Fleeing Romanians: How, Where and Why Romanians Had To Justify Their Whereabouts To Authorities
Timp estimat de citire: 4 minute
Few could travel to Western countries during the communist regime. One should have enjoyed a special status to achieve that; while traveling to communist states was also subject to thorough screening and could usually take place only as part of a group tour. Owning a passport was also forbidden. Hence the freedom of movement was severely curtailed outside the borders.
Furthermore, traveling inside the country was also restricted, when it came to getting dangerously close to its borders. Those not living or working in these areas had to document their presence in the area. Hence the freedom of movement was severely curtailed inside the borders too.
Not Alone In Fleeing To Freedom
Attempts to leaving the communist motherland and seeking political freedom in the West were spiking, and so were the means deployed by the State to prevent them. The same feelings were shared by people sharing the same political oppression.
So much so, that, according to files of the Secret Services in both Romania and former German Democratic Republic studied by German researcher Georg Herbstritt, some 800 East-Germans arrived to Romania, between 1962 and 1989, attempting to reach West Germany via jumping the Romanian-Hungarian border, or Romanian-Yugoslav border.
About a third of the 800 East-German border jumpers, counted by Herbstritt to have taken the Romania route to West Germany, made it to the West; the other two-thirds, obviously, did not. However, the East-Germans route of choice was through Bulgaria’s or Hungary’s borders.
How Much Guarding At The Borders
The Romanian side of the Romanian-Yugoslav border was extremely well monitored: border guard towers; soldiers picketing; trained dogs; barbed-wire; finely plowed soil on the „no man’s land” area; light flashes triggered when touching the barbed-wire fences, and, the most powerful weapon of all: border-guards trained to believe that people feeling the country were convicted criminals, most likely willing to take their lives too.
True, not only fear-mongering was deployed in managing the minds, but also financial and other kind of rewards: the border-guards got extra pay, or extra vacation days for each defector stopped in his or her tracks – dead or alive.
Access roads to border localities were strictly monitored, so much so that when traveling on a rail-track close to the border one had to show documentation proving the reason for boarding that specific train. The papers could have been requested by authorities while on route, in the train, or at the train-station, or on the road, by police patrols, if traveling by car.
One had to have a cool temper and a well rehearsed story. Any flinching could have resulted in a search of the belongings, and in case “suspicious items” like binoculars, maps, or swimming apparel were discovered, an immediate arrest resulted. It followed the usual beating into submission and recognition of the intent to jump the border.
Many lives had been turned around at these inquiries. The beating was followed by confession, the confession was followed by criminal conviction, that was followed by imprisonment. Many gave up any future attempt, but those who tried again and again to flee were not few either.
Border Traffic
Border areas were not only sealed for the majority of the Romanians, but also quite porous, for those living in the area. Both Yugoslav and Romanians residing in these area enjoyed “short-distance” travel permits, which allowed them to trade in and visit the neighboring country.
The Yugoslav citizens traveling to Romanian border localities brought with them much coveted bluejeans, spices, cigarettes, coffee and canned goods – all in high demand in a nation starved by its own political elite intent on enforcing outlandish economic measures like paying the nation’s foreign debt over a very short period of time.
But these Yugoslav citizens were also coveted contacts themselves to Romanians seeking to defect the country. Some handed them over their papers, for fear of having the documents destroyed while swimming over in the Danube; some sought guides to take them straight to Trieste, Italy, or Graz, Austria, and avoid thus being caught by Yugoslav authorities, who could have handed them over to their Romanian counterparts.
And that outcome had to be avoided at all costs, for it meant going through the well-known mill of beating, criminal conviction, imprisonment.
Defecting Romania was one topic also on the mind of the Romania-born writer Herta Muller, a Nobel Prize laureate, herself an immigrant to Germany.
„Next to poverty, the second trait we shared was fleeing the country. People were literally intoxicated with the idea of defecting to the West. No one knows how many died while attempting to jump the border. They are most likely in their thousands, but this is a non-issue in present day Romania. Fleeing the country became an obsessive thought”, says Herta Muller.
The personal stories of some of these defectors – many surviving to tell their own stories, many who did not – will be hosted by the www.frontieristii.ro website.
You will read a series of history lessons that schools in Romania have yet to make part of their curricula. These stories are part of our recent past. And we all know that if the past is not known, we might end up repeating it.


### [BRIEF]
The required result is each line of the entries below containing the string "fixed".

[Figure record extracts]

--------------------------------------------------

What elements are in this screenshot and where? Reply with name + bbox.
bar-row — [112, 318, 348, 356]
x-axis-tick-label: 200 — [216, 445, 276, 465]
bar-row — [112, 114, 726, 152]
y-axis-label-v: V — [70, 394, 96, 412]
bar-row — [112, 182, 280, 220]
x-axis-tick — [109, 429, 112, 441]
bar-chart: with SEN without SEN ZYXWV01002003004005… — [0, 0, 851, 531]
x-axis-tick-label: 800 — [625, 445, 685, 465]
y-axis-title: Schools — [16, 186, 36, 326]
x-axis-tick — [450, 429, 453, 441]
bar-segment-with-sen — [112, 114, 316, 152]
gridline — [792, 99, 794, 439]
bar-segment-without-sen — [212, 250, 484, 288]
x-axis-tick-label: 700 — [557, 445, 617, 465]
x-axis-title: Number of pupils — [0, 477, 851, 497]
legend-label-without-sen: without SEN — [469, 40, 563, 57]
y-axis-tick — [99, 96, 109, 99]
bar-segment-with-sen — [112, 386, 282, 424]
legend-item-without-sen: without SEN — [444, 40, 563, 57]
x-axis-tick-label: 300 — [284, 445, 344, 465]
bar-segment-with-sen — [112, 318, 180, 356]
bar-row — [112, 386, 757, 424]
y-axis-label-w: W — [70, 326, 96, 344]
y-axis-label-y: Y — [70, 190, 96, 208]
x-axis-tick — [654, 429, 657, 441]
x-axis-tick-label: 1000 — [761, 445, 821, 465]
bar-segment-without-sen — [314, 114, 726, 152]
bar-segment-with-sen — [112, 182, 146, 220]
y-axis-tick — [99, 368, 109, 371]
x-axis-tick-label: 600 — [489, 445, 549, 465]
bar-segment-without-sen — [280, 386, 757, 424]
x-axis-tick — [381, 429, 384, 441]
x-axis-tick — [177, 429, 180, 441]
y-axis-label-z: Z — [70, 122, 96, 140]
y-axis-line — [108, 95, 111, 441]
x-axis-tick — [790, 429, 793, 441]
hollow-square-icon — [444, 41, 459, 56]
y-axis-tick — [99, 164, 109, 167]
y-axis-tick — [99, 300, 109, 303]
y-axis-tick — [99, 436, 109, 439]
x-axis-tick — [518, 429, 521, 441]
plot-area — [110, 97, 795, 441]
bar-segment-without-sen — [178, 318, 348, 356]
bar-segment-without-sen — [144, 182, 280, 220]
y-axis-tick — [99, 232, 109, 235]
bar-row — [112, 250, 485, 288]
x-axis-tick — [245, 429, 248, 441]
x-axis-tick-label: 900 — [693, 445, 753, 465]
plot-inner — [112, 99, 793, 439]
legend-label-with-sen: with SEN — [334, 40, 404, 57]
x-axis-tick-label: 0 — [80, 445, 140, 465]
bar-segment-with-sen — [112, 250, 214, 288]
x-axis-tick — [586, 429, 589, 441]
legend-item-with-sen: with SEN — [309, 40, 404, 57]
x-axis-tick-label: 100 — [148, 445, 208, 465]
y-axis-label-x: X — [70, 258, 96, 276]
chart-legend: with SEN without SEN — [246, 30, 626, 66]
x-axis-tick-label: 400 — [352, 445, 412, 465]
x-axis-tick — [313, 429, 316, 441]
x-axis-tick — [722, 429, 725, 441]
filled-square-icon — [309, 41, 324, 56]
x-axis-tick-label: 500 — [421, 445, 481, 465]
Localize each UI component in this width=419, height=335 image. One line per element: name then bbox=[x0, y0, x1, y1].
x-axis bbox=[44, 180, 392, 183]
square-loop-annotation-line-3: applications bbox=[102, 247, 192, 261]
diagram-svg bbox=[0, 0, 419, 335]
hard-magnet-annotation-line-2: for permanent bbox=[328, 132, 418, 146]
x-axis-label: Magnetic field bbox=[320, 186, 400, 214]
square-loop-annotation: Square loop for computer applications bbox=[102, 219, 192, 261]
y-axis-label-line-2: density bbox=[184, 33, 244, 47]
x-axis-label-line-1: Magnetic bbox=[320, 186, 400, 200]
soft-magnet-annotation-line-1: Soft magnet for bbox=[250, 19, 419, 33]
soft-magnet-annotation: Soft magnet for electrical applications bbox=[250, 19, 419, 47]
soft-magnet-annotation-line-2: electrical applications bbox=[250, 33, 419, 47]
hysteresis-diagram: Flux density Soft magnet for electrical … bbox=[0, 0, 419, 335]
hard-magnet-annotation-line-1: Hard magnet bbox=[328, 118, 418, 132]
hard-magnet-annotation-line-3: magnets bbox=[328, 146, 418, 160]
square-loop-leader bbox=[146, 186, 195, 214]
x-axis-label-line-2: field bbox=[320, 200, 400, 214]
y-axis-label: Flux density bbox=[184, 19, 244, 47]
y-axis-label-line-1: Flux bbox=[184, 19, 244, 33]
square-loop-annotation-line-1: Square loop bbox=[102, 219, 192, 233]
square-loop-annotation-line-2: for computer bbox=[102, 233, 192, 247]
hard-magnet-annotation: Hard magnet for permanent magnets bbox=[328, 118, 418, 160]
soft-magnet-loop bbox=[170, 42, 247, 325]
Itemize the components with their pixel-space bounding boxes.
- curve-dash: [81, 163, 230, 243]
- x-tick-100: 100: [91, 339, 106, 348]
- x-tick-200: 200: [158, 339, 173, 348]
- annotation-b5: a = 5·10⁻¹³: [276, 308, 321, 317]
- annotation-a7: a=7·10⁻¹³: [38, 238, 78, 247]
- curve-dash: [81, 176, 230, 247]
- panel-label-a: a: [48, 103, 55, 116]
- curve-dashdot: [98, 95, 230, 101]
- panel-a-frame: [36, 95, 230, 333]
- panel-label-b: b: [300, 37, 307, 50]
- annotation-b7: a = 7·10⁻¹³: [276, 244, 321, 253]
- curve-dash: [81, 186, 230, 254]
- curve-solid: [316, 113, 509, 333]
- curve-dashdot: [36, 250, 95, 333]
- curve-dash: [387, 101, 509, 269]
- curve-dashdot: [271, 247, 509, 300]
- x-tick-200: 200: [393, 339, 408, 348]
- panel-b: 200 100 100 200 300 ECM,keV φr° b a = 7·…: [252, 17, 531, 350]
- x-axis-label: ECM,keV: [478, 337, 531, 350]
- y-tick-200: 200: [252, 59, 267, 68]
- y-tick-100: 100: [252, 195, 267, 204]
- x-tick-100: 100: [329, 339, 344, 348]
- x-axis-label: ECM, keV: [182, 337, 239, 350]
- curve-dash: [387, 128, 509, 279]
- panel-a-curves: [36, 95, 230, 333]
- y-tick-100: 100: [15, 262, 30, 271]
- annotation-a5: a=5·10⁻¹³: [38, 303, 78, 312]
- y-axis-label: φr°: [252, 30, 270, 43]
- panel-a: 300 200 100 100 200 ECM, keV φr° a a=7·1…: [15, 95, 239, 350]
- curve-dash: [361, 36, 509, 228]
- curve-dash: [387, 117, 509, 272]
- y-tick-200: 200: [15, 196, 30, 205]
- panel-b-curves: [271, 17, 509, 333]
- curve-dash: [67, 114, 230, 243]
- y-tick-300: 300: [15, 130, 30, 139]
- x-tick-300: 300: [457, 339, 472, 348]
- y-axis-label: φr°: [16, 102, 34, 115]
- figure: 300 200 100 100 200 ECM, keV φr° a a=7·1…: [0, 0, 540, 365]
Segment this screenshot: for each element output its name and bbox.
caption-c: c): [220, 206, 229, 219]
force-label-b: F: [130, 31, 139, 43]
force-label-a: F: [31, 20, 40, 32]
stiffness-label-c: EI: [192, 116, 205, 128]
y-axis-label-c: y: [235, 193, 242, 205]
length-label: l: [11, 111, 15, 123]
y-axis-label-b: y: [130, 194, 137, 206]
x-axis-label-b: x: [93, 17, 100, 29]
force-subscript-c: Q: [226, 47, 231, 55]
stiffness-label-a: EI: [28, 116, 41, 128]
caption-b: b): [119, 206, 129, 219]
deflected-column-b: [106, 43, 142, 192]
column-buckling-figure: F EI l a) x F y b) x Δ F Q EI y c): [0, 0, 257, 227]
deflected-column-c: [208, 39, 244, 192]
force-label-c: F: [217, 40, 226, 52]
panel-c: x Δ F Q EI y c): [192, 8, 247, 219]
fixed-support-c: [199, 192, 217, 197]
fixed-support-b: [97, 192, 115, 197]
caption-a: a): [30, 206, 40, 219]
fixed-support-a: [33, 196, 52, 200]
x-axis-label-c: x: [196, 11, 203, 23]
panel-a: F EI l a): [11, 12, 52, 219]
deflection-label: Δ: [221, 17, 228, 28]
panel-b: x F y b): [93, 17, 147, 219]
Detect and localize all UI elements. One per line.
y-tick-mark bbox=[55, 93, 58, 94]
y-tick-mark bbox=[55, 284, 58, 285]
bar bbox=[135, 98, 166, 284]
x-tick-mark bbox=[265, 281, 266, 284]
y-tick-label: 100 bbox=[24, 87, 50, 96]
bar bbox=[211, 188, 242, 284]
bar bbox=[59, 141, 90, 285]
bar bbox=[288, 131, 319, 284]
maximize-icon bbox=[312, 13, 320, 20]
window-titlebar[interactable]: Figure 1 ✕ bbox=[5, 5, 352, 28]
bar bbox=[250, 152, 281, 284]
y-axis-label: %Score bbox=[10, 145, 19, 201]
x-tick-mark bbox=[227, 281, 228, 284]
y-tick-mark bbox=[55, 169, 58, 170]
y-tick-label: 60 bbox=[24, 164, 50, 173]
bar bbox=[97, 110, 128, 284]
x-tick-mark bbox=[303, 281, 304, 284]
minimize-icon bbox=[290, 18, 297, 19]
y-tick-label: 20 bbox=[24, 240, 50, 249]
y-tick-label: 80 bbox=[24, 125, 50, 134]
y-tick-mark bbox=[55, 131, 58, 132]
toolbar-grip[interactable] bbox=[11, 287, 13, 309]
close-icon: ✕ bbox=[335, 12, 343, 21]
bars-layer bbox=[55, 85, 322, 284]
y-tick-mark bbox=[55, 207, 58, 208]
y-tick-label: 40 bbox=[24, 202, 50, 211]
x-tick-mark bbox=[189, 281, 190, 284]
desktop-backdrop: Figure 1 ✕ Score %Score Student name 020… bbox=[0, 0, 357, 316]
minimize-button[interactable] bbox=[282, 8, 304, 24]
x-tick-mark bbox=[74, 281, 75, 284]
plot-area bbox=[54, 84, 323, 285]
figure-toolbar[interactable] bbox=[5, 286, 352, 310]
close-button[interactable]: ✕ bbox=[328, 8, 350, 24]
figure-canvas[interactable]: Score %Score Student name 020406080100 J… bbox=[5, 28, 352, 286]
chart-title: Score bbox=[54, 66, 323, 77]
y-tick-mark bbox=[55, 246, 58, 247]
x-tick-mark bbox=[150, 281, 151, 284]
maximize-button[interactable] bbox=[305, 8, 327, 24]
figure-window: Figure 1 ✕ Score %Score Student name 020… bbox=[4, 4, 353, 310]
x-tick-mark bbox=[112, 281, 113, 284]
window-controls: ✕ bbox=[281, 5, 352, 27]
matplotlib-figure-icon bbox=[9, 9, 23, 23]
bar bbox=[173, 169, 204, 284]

--------------------------------------------------

### [SOLUTION TO THIS PROBLEM]
fixed-support-c: [199, 192, 217, 197]
fixed-support-b: [97, 192, 115, 197]
fixed-support-a: [33, 196, 52, 200]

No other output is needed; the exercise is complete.